Hacker News new | ask | show | jobs
by fehguy 5712 days ago
Querying before the writes solved a lot of problems. It gets the object in the working RAM set. When doing an update, the database gets LOCKED when the statement hits the server--that means if your document is not in memory, you have to wait while it gets looked up. This was an easy, easy win for us.

Regarding the corruption, I got an "invalido BSON object" or something on repair, which tells me some object was only partially flushed to disk when the DAS went down. The slave actually worked fine for simple lookups by ID, but there was some issue with the index and I was unable to run filters against it. Luckily the huge collections are only accessed via unique identifier, so this wasn't a huge issue.

1 comments

This seems like the sort of optimization that should be occurring in MongoDB itself - instead of acquiring the lock, loading the record into memory (if it's not already), then making the change and releasing the lock, acquire the lock after the record has been loaded into memory (if it's not already).
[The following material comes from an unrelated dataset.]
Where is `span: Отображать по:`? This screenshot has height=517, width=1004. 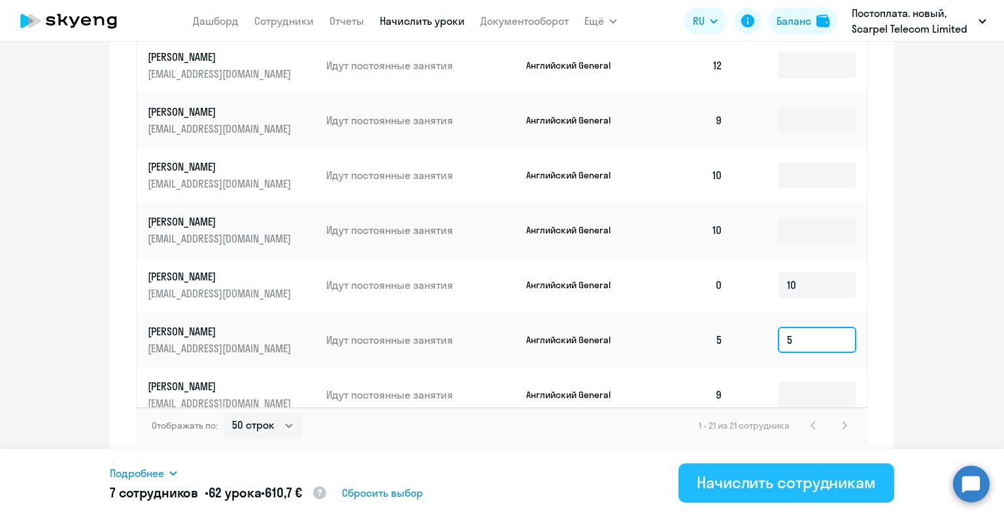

Have you spoken with any of the MongoDB developers about why it's currently the way it is, vs. a more efficient update path?

I think there are some possible timing issues with making that a general behavior in the server. 10gen did make it the default behavior on slaves, where the inserts are controlled by the oplog (http://jira.mongodb.org/browse/SERVER-1646).

For us, our DB abstraction layer made this behavior so simple to add that we didn't make much fuss about it.